I have seen a lot of Australia (and a lot of the world) but I have not been to Tasmania yet... but I can say from experience that we need to protect lots more... Lots more...

Saving nature, from the destruction or change designed to power human advancement, is often an act of kindness — towards nature first and towards ourselves second... But from whatever mindset we decide to protect an area, whether for god, for ourselves, for nature itself, or our relationship with nature, the mindset exists and is important to uplift our mind, beyond that of being the rapists of the earth... Tourism is only a very small aside in the equation of the Franklin River... Sure, tourism can be (and is) a scourge on the integrity of the planet, but tourism does not have to exist, even if we "save" or "protect" places of natural beauty...

So I hope most of Andrew Stevenson questions have been asked in jest, otherwise should humanity's thinking be taken over by such sad ilk, I will dare to say the planet is in trouble — big trouble.
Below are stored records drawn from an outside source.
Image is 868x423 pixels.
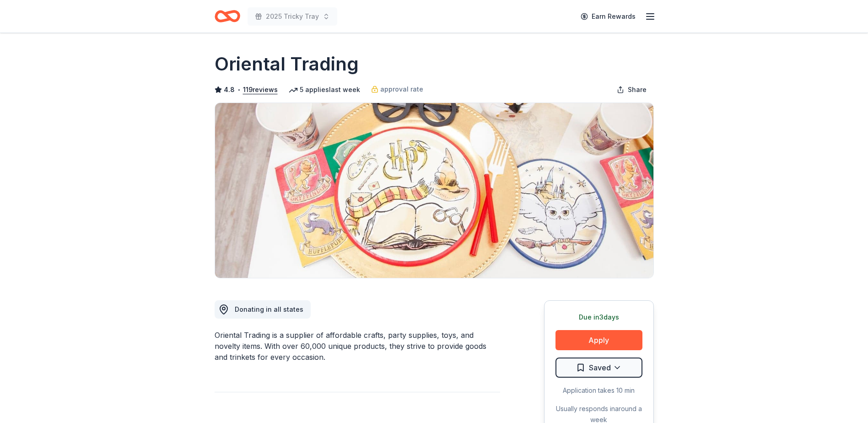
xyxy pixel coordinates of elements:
span: Donating in all states [234,306,304,313]
div: Due in 3 days [555,312,643,323]
div: Oriental Trading is a supplier of affordable crafts, party supplies, toys, and novelty items. Wit... [215,329,500,363]
span: 2025 Tricky Tray [265,11,319,22]
span: Share [628,85,646,96]
div: Application takes 10 min [555,385,643,396]
button: Saved [555,358,643,378]
button: Apply [555,330,643,350]
button: 2025 Tricky Tray [247,7,337,25]
a: approval rate [371,84,424,95]
span: approval rate [380,84,424,95]
div: 5 applies last week [289,85,360,96]
a: Earn Rewards [575,8,641,25]
span: • [237,86,240,94]
a: Home [215,5,240,27]
h1: Oriental Trading [215,51,359,77]
span: 4.8 [224,85,234,96]
button: Share [609,81,653,99]
img: Image for Oriental Trading [215,103,653,278]
span: Saved [589,362,611,374]
button: 119reviews [243,85,278,96]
What a lot of rot...

The Royal National Park, south of Sydney, is one of these famous places that could have been overtaken by human development. A city like Sydney could do with growing over it, or could it not?... New Australians (wise poms at the time, something like 128 years ago, in 1879) saw and admired the amazing raw beauty of the place — no matter if people went to see it or not... and decided to preserve it as it was for posterity as a National Park. It was finally declared as the second National Park in the world after Yellowstone National Park. The Royal National Park could have been the first NP in the world were it not for some delay in the formulation of its existence.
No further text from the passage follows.